A Monthly Wrap Up! Books I finished reading in January with links to their reviews, other posts, and upcoming books to read in February!
Top 5 Wednesday: Siblings
Today's Top 5 Wednesday prompt is Siblings. Time to spotlight our favorite siblings in fiction! Here are some of my favorite, fictional siblings.
Top 5 Wednesday: Series to Read in 2024
Today's Top 5 Wednesday prompt is Series to Read in 2024. It’s that time of the year when we share what series we plan to read in 2024! Maybe these are older series you’ve been meaning to read for years or maybe the final book in a newer series is about to release and you’re ready to FINALLY binge read it all! Whichever it may be, here are the five series I plan to read this year!

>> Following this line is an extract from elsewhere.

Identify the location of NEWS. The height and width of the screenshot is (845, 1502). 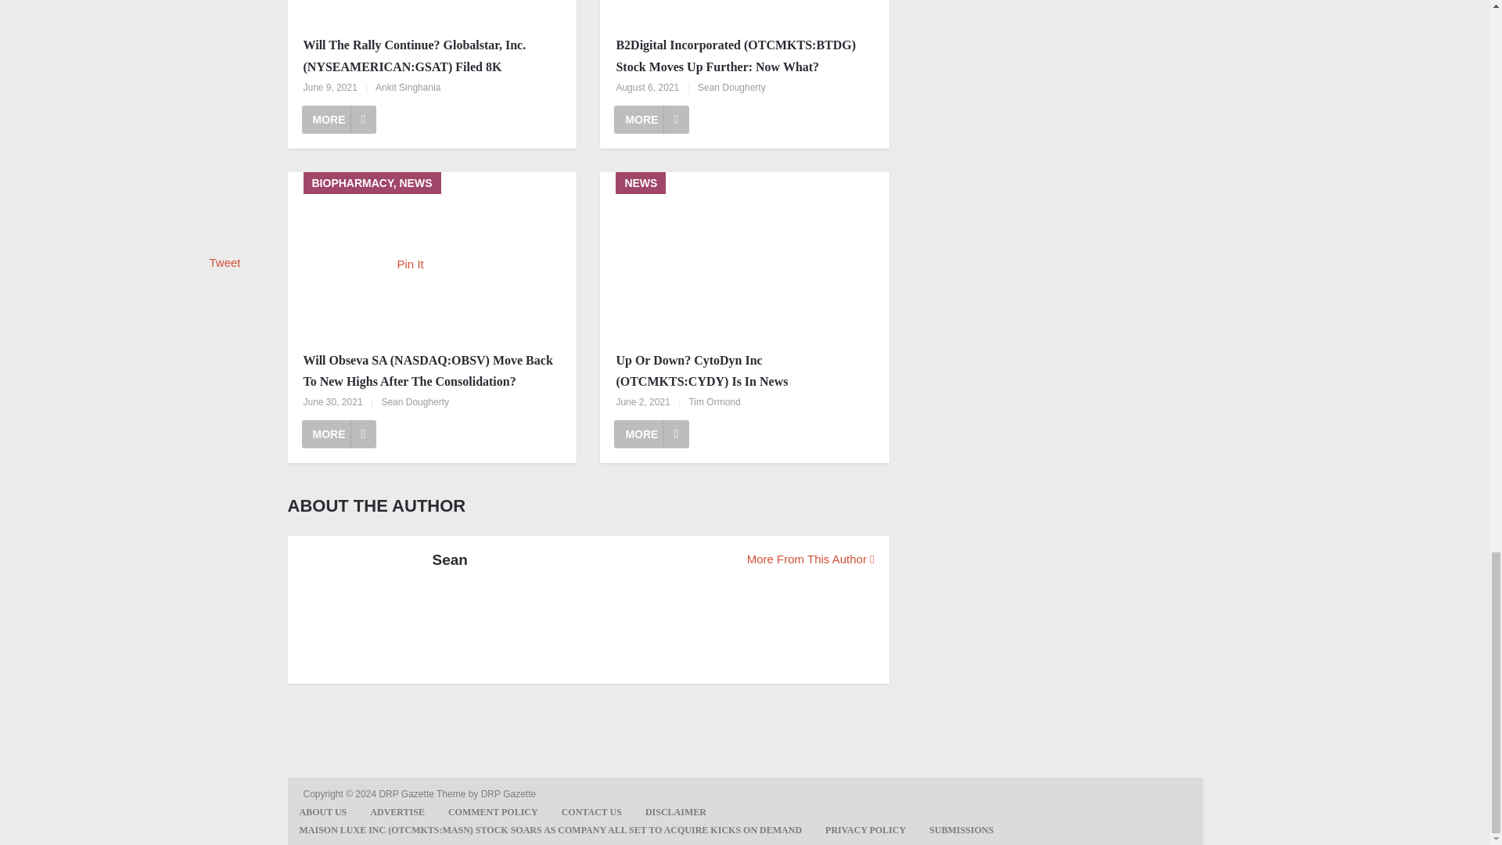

Book Review: Sexuality Beyond Consent: Risk, Race, Traumatophilia
Arguing that we have become culturally obsessed with healing trauma, Sexuality Beyond Consent calls attention to what traumatized subjects do with their pain. The erotics of racism offers a paradigmatic example of how what is proximal to violation may become an unexpected site of flourishing. Central to the transformational possibilities of trauma is a queer form of consent, limit consent, that is not about guarding the self but about risking experience. Saketopoulou thereby shows why sexualities beyond consent may be worth risking-and how risk can solicit the future. Moving between clinical and cultural case studies, Saketopoulou takes up theatrical and cinematic works such as Slave Play and The Night Porter, to chart how trauma and sexuality join forces to surge through the aesthetic domain. Putting the psychoanalytic theory of Jean Laplanche in conversation with queer of color critique, performance studies, and philosophy, Sexuality Beyond Consent proposes that enduring the strange in ourselves, not to master trauma but to rub up against it, can open us up to encounters with opacity. The book concludes by theorizing currents of sadism that, when pursued ethically, can animate unique forms of interpersonal and social care.
2023 Wrap-Up!
In 2023, I read a total of 42 books, sadly losing my goal of 60. But I enjoyed the books I read, with an average rating of 4.0 out of 5 stars! Click to see more stats.
Book Review: The Hag Rider
Written as a Civil War memoir, The Hag Rider explores fifteen-year-old Jack Benson’s transition to manhood as he tells his soldier’s account of life in the Confederate cavalry, a life convoluted by the spectral manipulations of Vanita, an old witch-woman who is sworn to protect him. Her hidden presence seems to protect Jack throughout the war in amazing ways, across countless miles, through patrols, battle, and capture.